€ 11.500

MANZONI, Alessandro. I promessi sposi, storia milanese del secolo XVII scoperta e rifatta da Alessandro Manzoni.

Vincenzo Ferrario., 1825 – 1826.

Three volumes, octavo (205 x 120 mm.); I: [2] leaves, 352 pages; II: [2] leaves, 368 pages; III: [2] leaves, 416 pagine, plus the errata leaf. Some foxing and browning due to paper quality, a couple of spots but a very fine copy in contemporary half calf, spine in compartments with gilt and blind decorations.

First edition of the most famous novel in Italian literature. Manzoni started work on the novel in 1821 after reading  a 1627 Italian edict that specified penalties for any priest who refused to perform a marriage when requested to do so. On 17 September 1823 the first version of the novel was ultimated under the title of Fermo e Lucia ( published only in 1915 by Giuseppe Lesca with the title of Gli sposi promessi). Manzoni then heavily revised it, finishing by the end of August 1825; it was published on 15 June 1827, after two years of corrections and proof-checking. Manzoni's chosen title, Gli sposi promessi, was changed for the sake of euphony shortly before its final commitment to printing. Of this first edition, 1,000 copies were printed by the publisher Vincenzo Ferrario as confirmed by a letter Manzoni sent to Giacomo Beccaria in December 1839: «Della prima edizione posso credere che siano state fatte quaranta edizioni, delle quali una da me, di mille esemplari; le altre posso credere che abbian sommato a 59.000 in numero; il che vuol dire ch'io non ho avuto che la sessantesima parte dei compratori.»  The book immediately become a hit in Italy and Europe with more than 80 reprints and caught not only the attention of publishers and printers but also the praises of many illustrious writers of the time such as Mary Shelley, Walter Scott, George Eliot and Charles Dickens. “In the 1830s and 1840s no one who was interested in Italian culture could have overlooked the extraordinary significance of this novel, let alone a novelist like Dickens [In a letter to Samuel Rogers written in Genoa and dated 1

September 1844, Dickens describes his encounter with the novel in a rather enthusiastic fashion: A little, patient, revolutionary officer, exiled in England during many years; comes to and fro three times a week, to read and speak Italian with me. A poor little lame butterfly of a man, fluttering a

little bit at one time, and hopping a little bit at another, and getting through life at some disadvantage, or other, always. If I question him closely on some idiom which he is not in a condition to explain, he usually shakes his head dolefully, and begins to cry. But

this is not what I meant to say just now, when I began to allude to him. He has initiated me in the Promessi Sposi…  And what a clever book it is! I have not proceeded far into the story, but I am quite charmed with it. The interviews between the Bridegroom and the Priest, on the Morning of the disappointment – and between the Bridegroom and the Bride,and her Mother – and the description of poor Renzo's walk to the house of the learned doctor; with the fowls – and the scene between them – and the whole idea of the character and story of Padre Christoforo [sic] are touched, I think by a most delicate and charming hand. I have just left the good father in Don Rodrigo's boisterous Eating Hall; and am in no little anxiety. I assure you. ](Letters 4: 189) Besides  

I promessi sposi soon became very popular all over Europe: the first edition – to be revised in 1840 – was published in 1827, and the next year two French translations appeared, to be followed by others in the 1830s and 1840s. Charles Swan's The Betrothed, the first English translation, was published in 1828 and was followed in 1834 by Featherstonhaugh's version and by another anonymous one in 1844. Soon the novel became a favourite with intellectuals and writers such as Auguste Comte, Chateaubriand, and Victor Hugo. E. A. Poe enthusiastically reviewed it for the Southern Literary Messenger (1835), while the North American Review devoted a long essay to the novel in 1840. Walter Scott himself, who also expressed the wish to meet Manzoni, is credited to have said that I promessi sposi was his own best novel.” (A. Vescovi, Dickens and Alessandro Manzoni's Promessi Sposi. In A. Vescovi, L. Villa and P. Vita (eds), The Victorians and Italy: Literature, Travel, Politics and Art, 151-167. Monza, 2009.

 

Parenti, n. 33; Vismara, n. 1; Salveraglio, n. 21.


# [AIM OF THE EXERCISE]
The records below hold a stretch from the line with "You are a GUI" through the line with "The image size is (1309, 736)."; return exactly those lines, ends included, and nothing more.
== DATA RECORDS ==
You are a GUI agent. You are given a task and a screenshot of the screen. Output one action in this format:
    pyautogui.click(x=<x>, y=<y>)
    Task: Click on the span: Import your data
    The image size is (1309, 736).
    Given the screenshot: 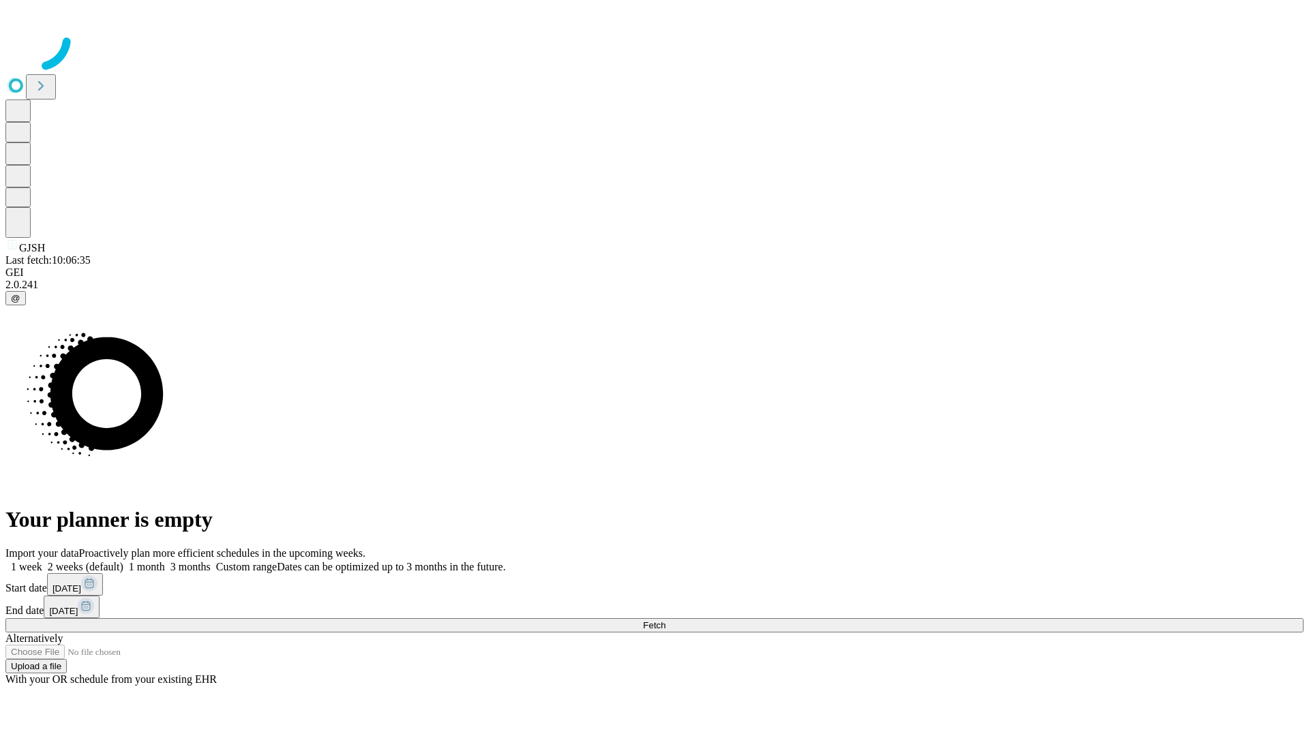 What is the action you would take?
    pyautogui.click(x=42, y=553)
===
== DATA RECORDS ==
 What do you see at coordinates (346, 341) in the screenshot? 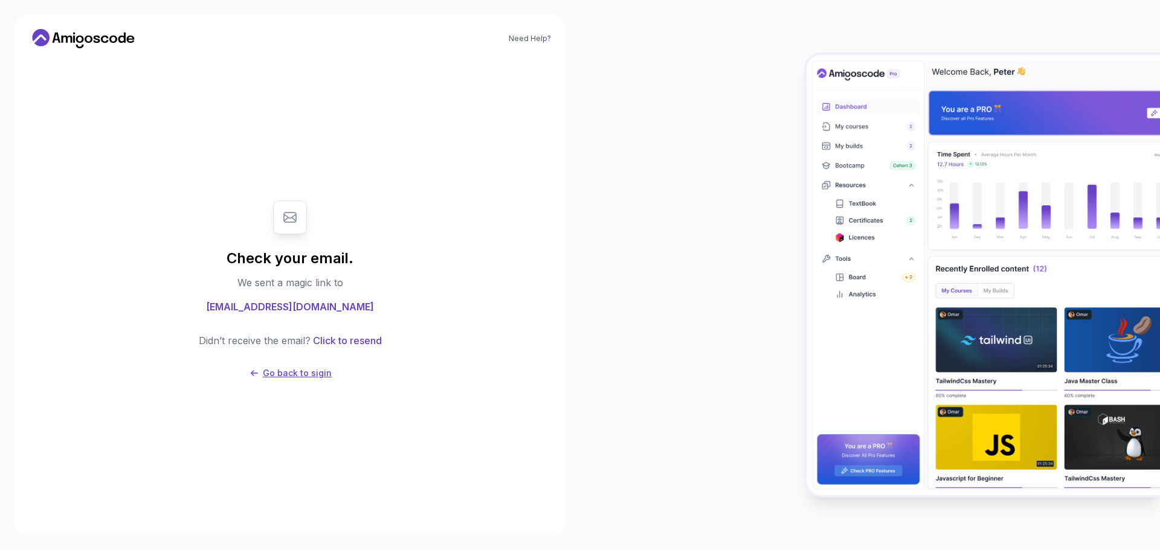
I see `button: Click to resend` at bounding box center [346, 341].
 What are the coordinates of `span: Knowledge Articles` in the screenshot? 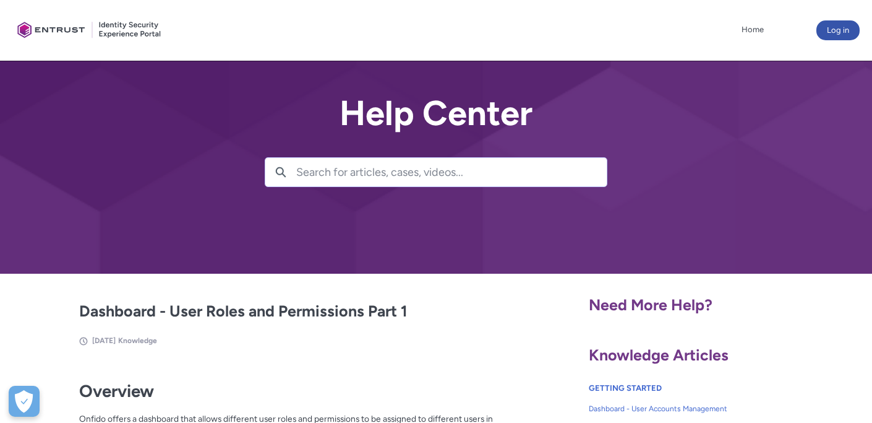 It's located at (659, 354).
===
# [ANSWER TO THE PROBLEM]
You are a GUI agent. You are given a task and a screenshot of the screen. Output one action in this format:
    pyautogui.click(x=<x>, y=<y>)
    Task: Click on the span: Import your data
    The image size is (1309, 736).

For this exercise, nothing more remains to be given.